At the dawn of the first millennium, a man could walk south from Ethiopia and get all the way to China. Six hundred years later, the Mediterranean was literally the center of the world, and the island now called Sri Lanka occupied the eastern half of the Red Sea. In the 1660s, the Mekong River, along with the Yangtze and the Salween, dangled like scraggly chin hairs from a Tibetan lake roughly the size of Taiwan. Or so it appeared on the most accurate European map from each of these eras.

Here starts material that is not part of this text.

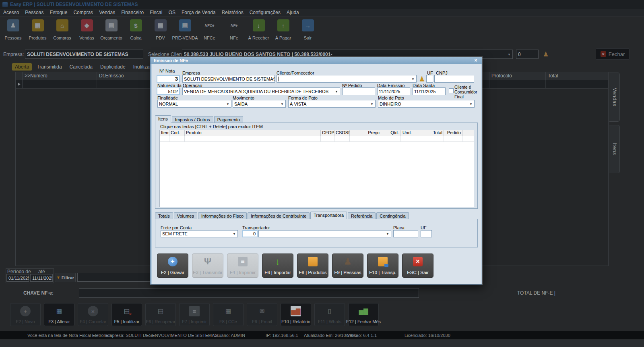  I want to click on frete-select: SEM FRETE, so click(199, 234).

In today's world, where aerial photographs can show us the precise location of Manhattan's manholes and the Internet can inform us in seconds how to travel most efficiently from Tiananmen Square to the Champs Elysées, maps have become monotonously correct. Everyone can have them. Almost everyone can use them. But their precision and ubiquity have made them humdrum. They intrigue us only slightly more than garden shears and can openers.

The maps of our forebears, on the other hand, blended together all the marvels of painting, literature, religion and science. They were not mere tools, but objects of mystery and luxury, the treasures of Kings and the seducers of sailors. Yet these old maps now captivate us as much for their many errors as for what they got right. Thus Kenneth Nebenzahl's Mapping the Silk Road and Beyond: 2,000 Years of Exploring the East, an elegant compilation of many of history's finest—if arrestingly flawed—cartographic specimens, cannot help but enchant. Its dozens of plates offer fodder for hours of visual grazing.

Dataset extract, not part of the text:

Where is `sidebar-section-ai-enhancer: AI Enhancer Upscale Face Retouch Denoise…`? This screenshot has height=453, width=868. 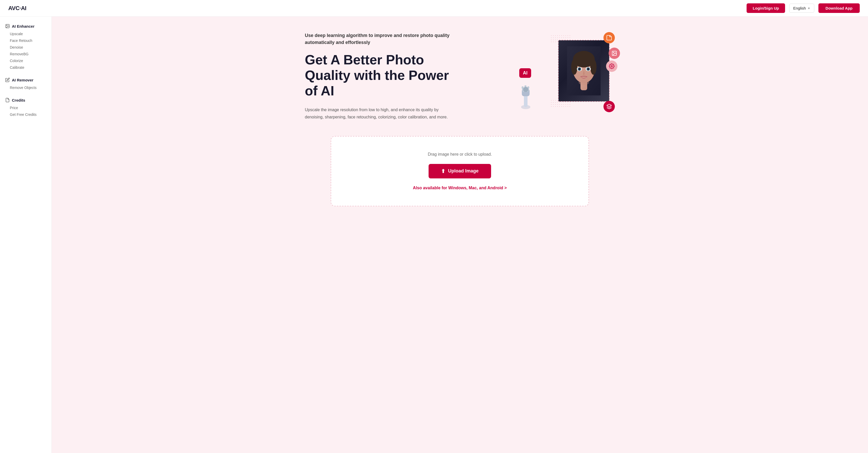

As Nebenzahl's title somewhat misleadingly suggests, the parameters of this collection coincide roughly with those of Asia. The "silk road" here distends geographically and semantically to encompass any and all lands east of Western Europe. But the Orient is more than a geographic orientation for the collection—it is an evolving and affecting idea. Nebenzahl's mapmakers—with only two exceptions—are Westerners, and the pictures they drew of unknown lands reveal more about Europe's imagination than Asia's landscape.

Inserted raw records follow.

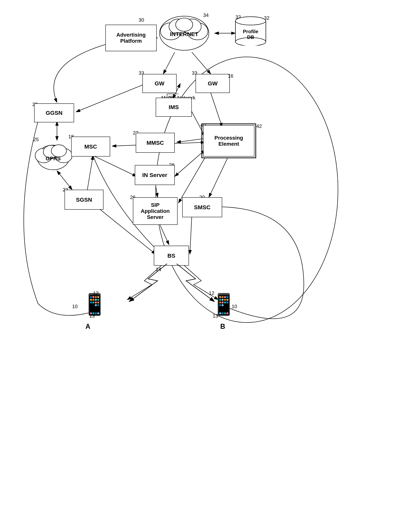 Image resolution: width=420 pixels, height=524 pixels. I want to click on advertising-platform-label: Advertising Platform, so click(131, 38).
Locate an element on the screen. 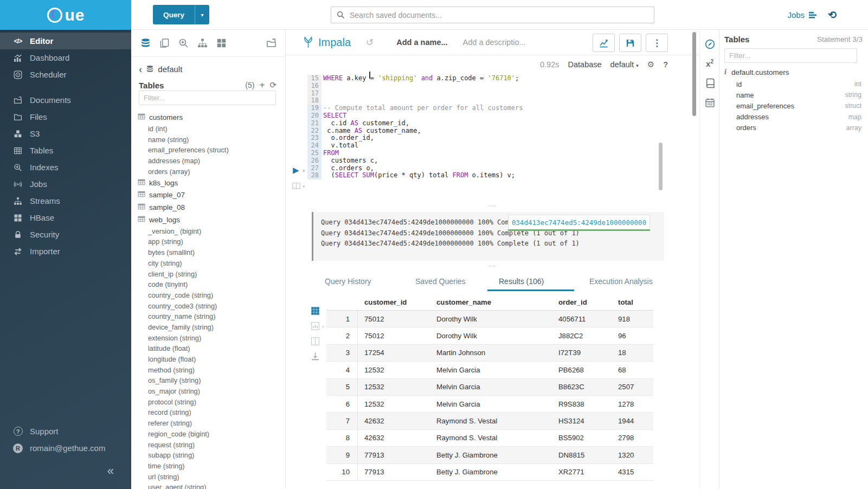 This screenshot has width=868, height=489. column-header-customer_name: customer_name is located at coordinates (498, 303).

After a brief glance at the 15th century rediscovery of the monumental 2nd century opus of Claudius Ptolemy (who was responsible for the idea that Africa and Asia were linked by a southern land bridge), Nebenzahl plunges into the world of fantasy and Christian ideology that dominated mapmaking between the fall of the Greeks and their rediscovery during the Renaissance. Many of the examples from this period scarcely look like maps at all. They are too beautiful, for one thing—they teem with castles and knights, thickets of blooming vines, schools of fish, piles of jewels. They blend fact and myth to produce visions of Asia that are both alluring and terrifying. In a stunning Arabesque world map from the 8th century, Beatus of Liébana, a Benedictine monk who tutored the Spanish royal family, describes India as "famous for gems and elephants," and adds that "there are men of all colors, huge elephants and dragons, the Monoceros beast, the parrot bird, ebony wood, cinnamon, pepper and aromatic reed. It sends forth ivory, precious stones, beryls, adamant burning carbuncles, and pearls." But, he warns, there are also "mountains of gold impossible to approach because of dragons and gryphons and monsters of enormous men."